I'm glad that gameplay comes first and foremost and that a design philosophy went into it's creation. So that's good.

However, being given time constraints on a conclusive climax being that the entire world will literally die and/or explode really wrenches my anxiety. I dunno, that's just me. When I was a kid I was infatuated with Majora's Mask, I still am, but back then I had the worst feeling in me that there was this doomed dread that the world was ending and there was absolutely nothing I could do but experience the game for what I could until it all ended and it was my fault for not being good enough to stop it from happening. As I had no idea that you have to play the songs to turn back time and all, back then when I was a child, anyway.
   This game gave be a bit of that feeling once again and every so often a game makes me feel that once again and I don't particularly like it, but there's definitely something there that can be open to some good plot devices.
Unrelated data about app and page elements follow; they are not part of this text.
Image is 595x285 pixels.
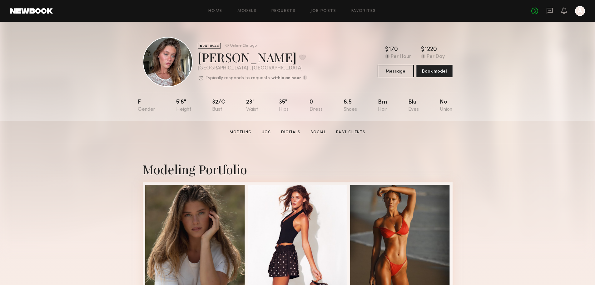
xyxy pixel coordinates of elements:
div: Per Day [427,54,445,60]
div: $ [421,47,425,53]
a: Past Clients [334,129,368,135]
p: Typically responds to requests [206,76,270,80]
div: [GEOGRAPHIC_DATA] , [GEOGRAPHIC_DATA] [198,66,307,71]
a: Social [308,129,329,135]
div: [PERSON_NAME] [198,49,307,65]
b: within an hour [272,76,301,80]
a: Models [238,9,257,13]
button: Book model [417,65,453,77]
div: Blu [409,99,419,112]
a: Digitals [279,129,303,135]
div: 8.5 [344,99,357,112]
a: Favorites [352,9,376,13]
a: Job Posts [311,9,337,13]
div: $ [385,47,389,53]
div: 35" [279,99,289,112]
div: F [138,99,155,112]
div: Online 2hr ago [230,44,257,48]
div: 5'8" [176,99,191,112]
button: Message [378,65,414,77]
div: NEW FACES [198,43,221,49]
div: Brn [378,99,388,112]
div: 23" [246,99,258,112]
div: 0 [310,99,323,112]
div: 32/c [212,99,225,112]
a: UGC [259,129,274,135]
a: Requests [272,9,296,13]
a: A [575,6,585,16]
a: Home [208,9,223,13]
a: Modeling [227,129,254,135]
div: No [440,99,453,112]
div: 1220 [425,47,437,53]
div: Per Hour [391,54,411,60]
div: Modeling Portfolio [143,161,453,177]
div: 170 [389,47,398,53]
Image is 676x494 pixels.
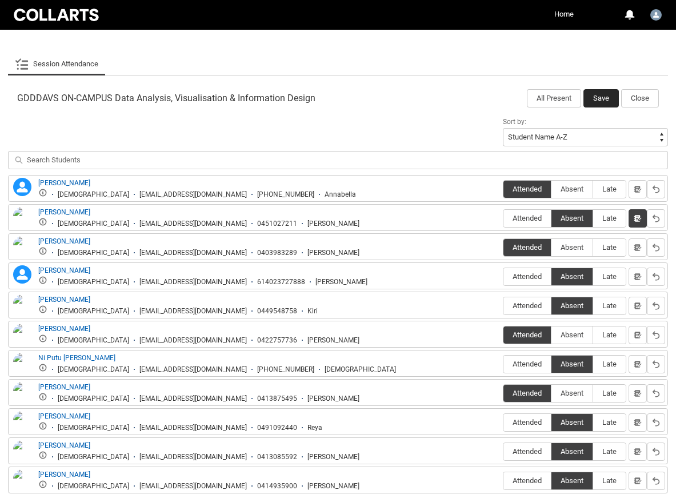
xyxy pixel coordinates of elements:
[551,243,593,251] span: Absent
[583,89,619,107] button: Save
[629,413,647,431] button: Notes
[38,441,90,449] a: [PERSON_NAME]
[647,297,665,315] button: Reset
[503,359,551,368] span: Attended
[38,412,90,420] a: [PERSON_NAME]
[139,219,247,228] div: [EMAIL_ADDRESS][DOMAIN_NAME]
[647,384,665,402] button: Reset
[629,442,647,461] button: Notes
[13,265,31,283] lightning-icon: Jessica Carlstrom
[503,301,551,310] span: Attended
[38,295,90,303] a: [PERSON_NAME]
[139,278,247,286] div: [EMAIL_ADDRESS][DOMAIN_NAME]
[325,190,356,199] div: Annabella
[58,453,129,461] div: [DEMOGRAPHIC_DATA]
[257,249,297,257] div: 0403983289
[58,365,129,374] div: [DEMOGRAPHIC_DATA]
[503,243,551,251] span: Attended
[503,185,551,193] span: Attended
[593,389,626,397] span: Late
[257,336,297,345] div: 0422757736
[593,243,626,251] span: Late
[647,267,665,286] button: Reset
[58,307,129,315] div: [DEMOGRAPHIC_DATA]
[17,93,315,104] span: GDDDAVS ON-CAMPUS Data Analysis, Visualisation & Information Design
[13,353,31,386] img: Ni Putu Gita Mahadewi
[551,330,593,339] span: Absent
[139,394,247,403] div: [EMAIL_ADDRESS][DOMAIN_NAME]
[257,219,297,228] div: 0451027211
[38,179,90,187] a: [PERSON_NAME]
[38,208,90,216] a: [PERSON_NAME]
[38,470,90,478] a: [PERSON_NAME]
[593,185,626,193] span: Late
[551,185,593,193] span: Absent
[629,267,647,286] button: Notes
[307,482,359,490] div: [PERSON_NAME]
[307,336,359,345] div: [PERSON_NAME]
[139,423,247,432] div: [EMAIL_ADDRESS][DOMAIN_NAME]
[139,249,247,257] div: [EMAIL_ADDRESS][DOMAIN_NAME]
[13,411,31,436] img: Renita Butris
[58,219,129,228] div: [DEMOGRAPHIC_DATA]
[629,180,647,198] button: Notes
[38,325,90,333] a: [PERSON_NAME]
[8,151,668,169] input: Search Students
[58,249,129,257] div: [DEMOGRAPHIC_DATA]
[257,278,305,286] div: 614023727888
[58,278,129,286] div: [DEMOGRAPHIC_DATA]
[8,53,105,75] li: Session Attendance
[139,453,247,461] div: [EMAIL_ADDRESS][DOMAIN_NAME]
[551,418,593,426] span: Absent
[13,440,31,473] img: Sheela Mae Paz
[629,238,647,257] button: Notes
[503,272,551,281] span: Attended
[551,272,593,281] span: Absent
[307,394,359,403] div: [PERSON_NAME]
[13,382,31,407] img: Olivia Barisic
[647,442,665,461] button: Reset
[647,413,665,431] button: Reset
[647,209,665,227] button: Reset
[551,214,593,222] span: Absent
[13,294,31,319] img: Kiri Hawkins
[13,323,31,349] img: Maxime Betoulle
[307,423,322,432] div: Reya
[647,180,665,198] button: Reset
[647,238,665,257] button: Reset
[503,118,526,126] span: Sort by:
[38,354,115,362] a: Ni Putu [PERSON_NAME]
[257,190,314,199] div: [PHONE_NUMBER]
[307,219,359,228] div: [PERSON_NAME]
[551,301,593,310] span: Absent
[38,237,90,245] a: [PERSON_NAME]
[58,336,129,345] div: [DEMOGRAPHIC_DATA]
[503,476,551,485] span: Attended
[647,5,665,23] button: User Profile Faculty.eismawi
[593,330,626,339] span: Late
[503,447,551,455] span: Attended
[257,394,297,403] div: 0413875495
[307,249,359,257] div: [PERSON_NAME]
[629,297,647,315] button: Notes
[325,365,396,374] div: [DEMOGRAPHIC_DATA]
[503,418,551,426] span: Attended
[503,214,551,222] span: Attended
[257,423,297,432] div: 0491092440
[647,355,665,373] button: Reset
[647,326,665,344] button: Reset
[38,383,90,391] a: [PERSON_NAME]
[257,453,297,461] div: 0413085592
[647,471,665,490] button: Reset
[629,384,647,402] button: Notes
[58,394,129,403] div: [DEMOGRAPHIC_DATA]
[503,330,551,339] span: Attended
[629,355,647,373] button: Notes
[621,89,659,107] button: Close
[13,178,31,196] lightning-icon: Annabella Lilananda
[650,9,662,21] img: Faculty.eismawi
[307,307,318,315] div: Kiri
[257,482,297,490] div: 0414935900
[551,476,593,485] span: Absent
[315,278,367,286] div: [PERSON_NAME]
Game Overs and failing to succeeding seems to be a common method of game development, and there's always that itching feeling about needing to make the game succeedable on the first try for anything but the most incapable of players. But, there's just something about making a game too complex to figure out that you can't complete it on the first try that just nags at me. I suppose the simple truth of it is, is that failing isn't fun. Usually a game will give you ample opportunity to at least prepare more or prepare for the failure. Such as a tutorial, an easier level, or a way to grind 'levels' to be usable on the more harder content. When a game just throws you at it and expects you to overcome this feat without much preparation or opportunity to work your way up through the complexities, that's when I think a game can sort of start out dull.
   It's like Super Metroid where Samus starts with only her ability to jump and her blaster, she unlocks the rest of her abilities later on and the player experiences that and becomes better at the game through that. Starting out with all of those abilities not only would bombard the player with too many options to play the game with, but also not feel as accomplished as one would be if they worked their way into learning and experiencing all those methods and unlocking them through gameplay.

Thank you very much for your comment.

I never thought that this game could generate anxiety. But thanks to your comment it is something to take into account.

From my perspective, failure is a learning process, in real life, very rarely, you achieve success on the first try.

Being a short game, I thought of it more as a puzzle, you win when you manage to understand what is the best strategy of how to use interdimensional travel.

That learning must be achieved by failing before achieving success.

So indeed, failing is part of the game, but being a short game, without a character that generates a link to you, I never thought about what you wrote to me, so once again, thank you very much for your comment, I'll keep this in mind in future developments.